Note: I'm posting this partly because I recognize the thoughts therein are rough and have gigantic logical holes in them, and welcome people to blow cannonballs through them to force me to make my thinking on this topic more rigorous. Also, I'm really bad at fabrication.

An email discussion started around the multimachine very late last night, and a friend brought up (half-seriously) the question "so what would it take to fully digitize it?"

My reply:

You can CNC-ify a lot of things. To do it with this particular machine would probably involve a somewhat awkward series of contraptions to move (with great precision) either Very Large Motors (the multimachine) or Very Large Parts. But I'm guessing that's why you asked the question with a grin in the first place, and it's the reason I'm going to start on my own monologue here in reply.

Disclaimer: I'm a coder and electrical engineer, and I love digital fabrication and the idea (and practice) of treating physical stuff as information to be manipulated. I think it's a tremendously powerful one. I think that more work in this area can and will happen, and that the resulting developments in personal fabrication will revolutionize the world and make great changes and be an enabling factor and all that stuff.

But.

There are some things that analog fabrication can do that digital can't, at least not at the moment (and probably for a while). Sloppy, inaccurate, non-mass-producible, human-time-required analog fabrication. Those seeming weaknesses are also, under the right circumstances, strengths.

Sure, we can make welding robots (heck, car factories have been using them for years). But when you're monkeying around an old steel bridge in Jakarta that needs a couple handrails stuck on, it's far faster, cheaper, more efficient, and probably just better design to send a human with a tiny welding rig out and tell them to hack. In situations where you'll never going to want to produce that precise artifact again (the exact way you reassembled the parts of this particular old bike frame won't be useful to someone wih a different one), analog production makes a lot of sense.

It's a setup vs execution time tradeoff - digital is heavy on setup time, analog heavy on execution. It's the same reason why software testing is done with automated scripts and manual exploration (see the work of John and James Bach, and Cem Kaner, and the context-driven school of testing, and their papers on exploratory testing). You pound on software manually because doing that is far more agile than writing scripts to do the tests you're thinking of (and 99% of those scripts would end up being useless and discarded after the first run, in any case). You write scripts because there's something you know you want to test the same way every time, many times. There's a sort of complex dance between the two - where best to use a person, where best to use code.

And call me sentimental, but there's just something viscerally satisfying about marking off and sawing wood, or shaving off plastic with a dremel, or feeding aluminum stock into a bandsaw and feeling the material respond to your movements. There's something in the way it feels to heft a good drill that can't be expressed in any coordinate system that I know of. We don't need to digitize all information. Not all information will be useful to digitize. And in any case, the end result (right now, at least) has got to be non-digital to actually physically impact the world.

What we can do is digitally share the results of these analog, human-driven adaptations. Pictures of "well, here's how I built my treehouse around this tree," an essay on "I took these old bike frames... and made a cart!" What we can also do is use digital fabrication to take the gruntwork away from analog fabrication so that people can spend their time in the creative bits ("how do I build a treehouse around this tree? Maybe I can cantilever this plank out from that branch...") and less time in the repetitive ones ("great, now I have to make a couple hundred treehouse-plank-holder-together pieces.")

What we can also do is push digital fabrication forward so that analog fab is forced to find a better and more optimal place to be (like how the advent of high-level languages freed low-level ones like assembly from having to handle All Computer Programming Problems and allowed practitioners of low-level languages to focus on interpreters, performance tweaks, and things that only low-level languages did well - admittedly, this isn't a great example).

This would probably make an interesting debate to blog out somewhere - digital vs analog fabrication, and where each method finds its strengths and weaknesses. Preferably when it's not 3:07AM and I'm half-zonked into lack of coherence from exhaustion.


» **WORK ITEM**
Quote, word for word, the line containing "The image size" and all lines that follow it to the end of the records, with no pictures.

[DATASET RECORDS]

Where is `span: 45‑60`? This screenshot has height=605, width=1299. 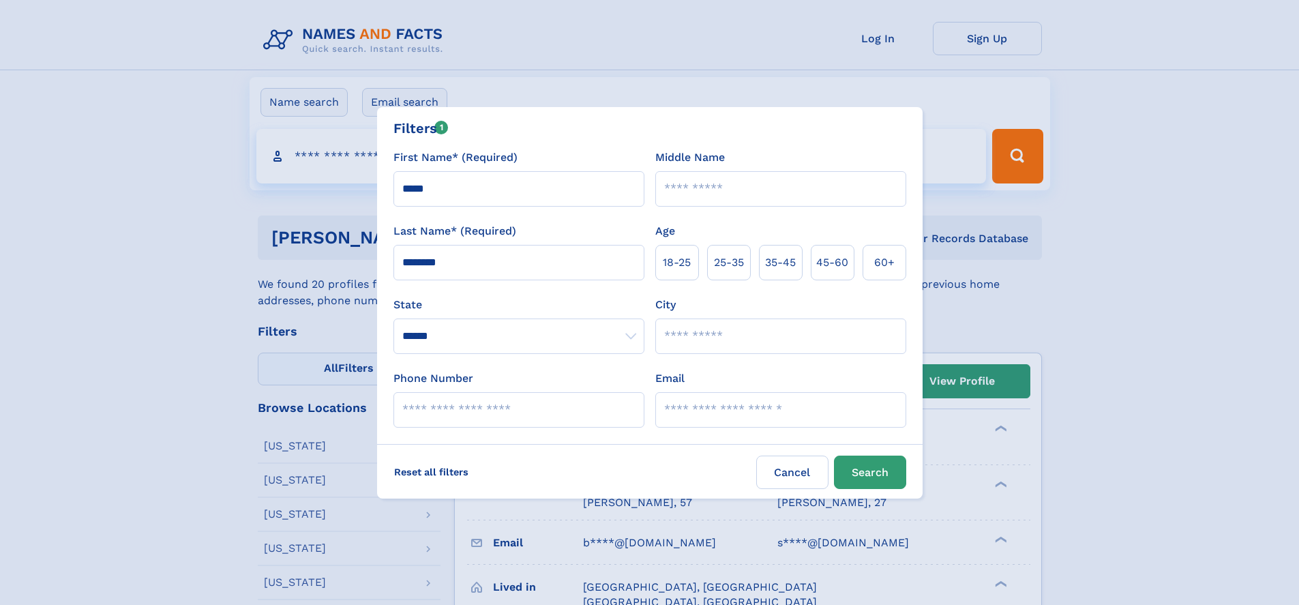 span: 45‑60 is located at coordinates (832, 263).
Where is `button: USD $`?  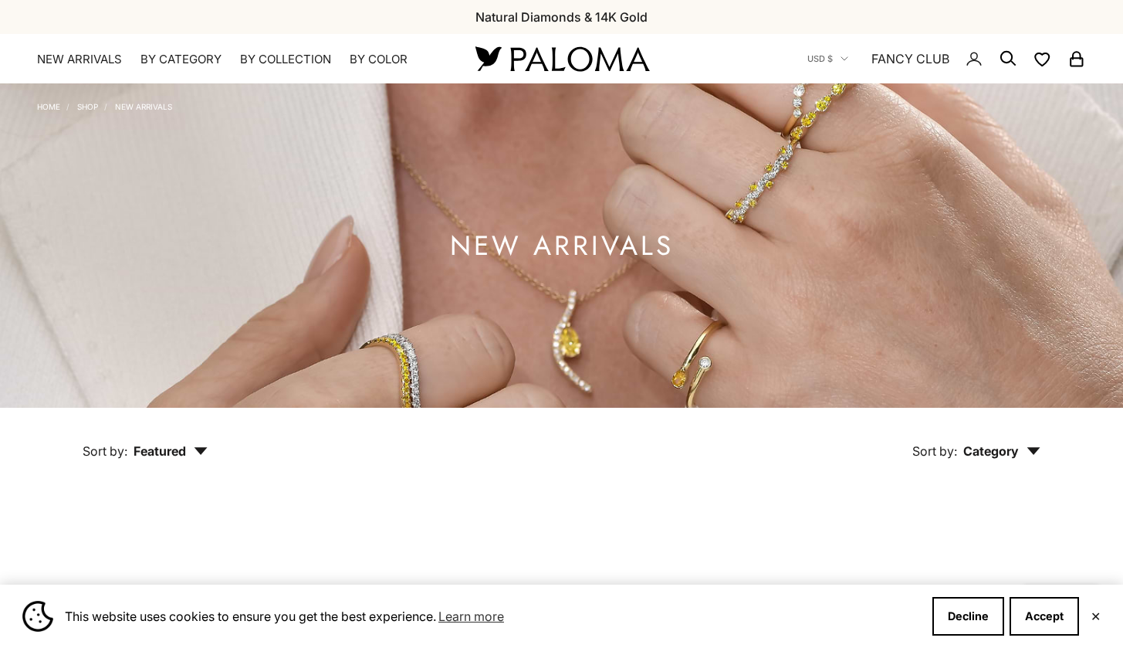 button: USD $ is located at coordinates (828, 59).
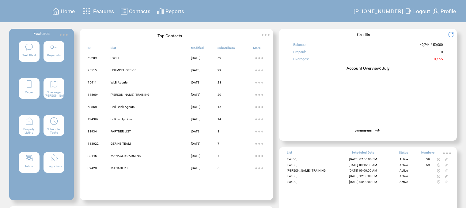 Image resolution: width=466 pixels, height=208 pixels. Describe the element at coordinates (29, 132) in the screenshot. I see `a: Property Listing` at that location.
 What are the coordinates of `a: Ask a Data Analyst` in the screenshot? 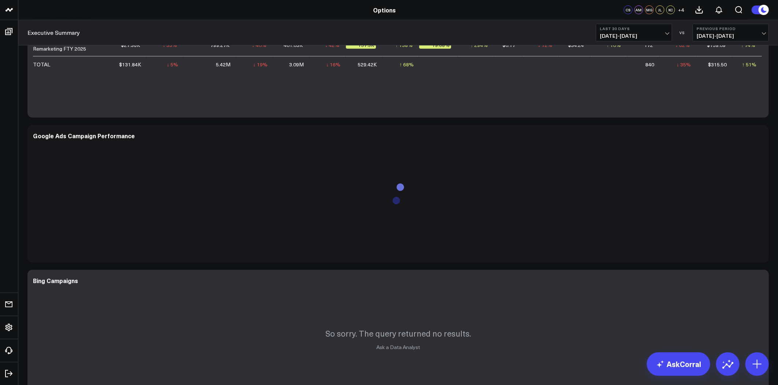 It's located at (398, 347).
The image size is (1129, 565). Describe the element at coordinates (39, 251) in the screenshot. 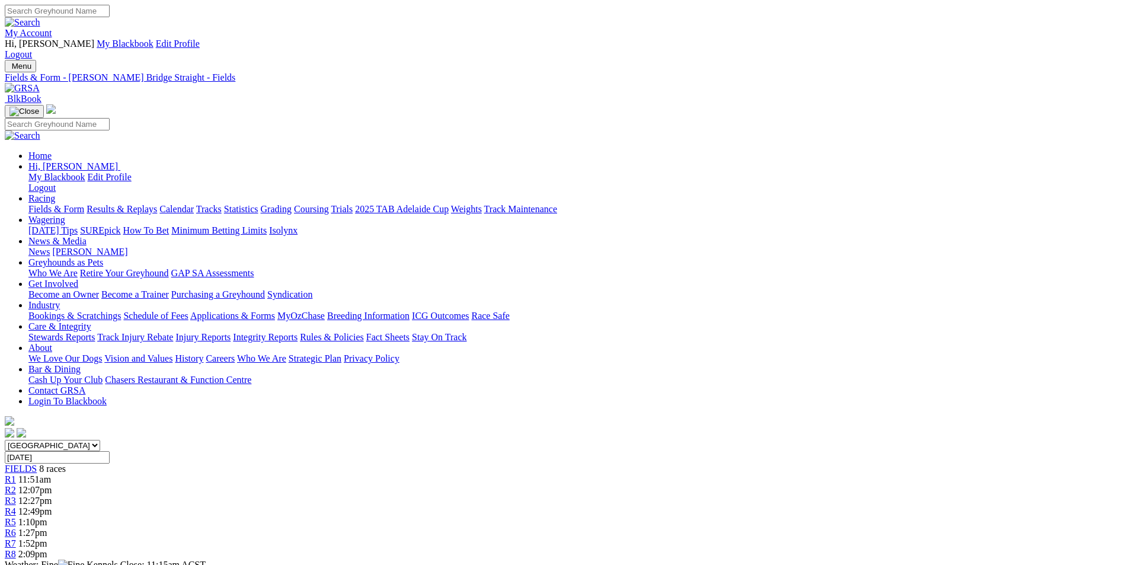

I see `a: News` at that location.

[/DATASET RECORDS]

» **TASK OUTPUT**
The image size is (1129, 565). Describe the element at coordinates (39, 251) in the screenshot. 

I see `a: News` at that location.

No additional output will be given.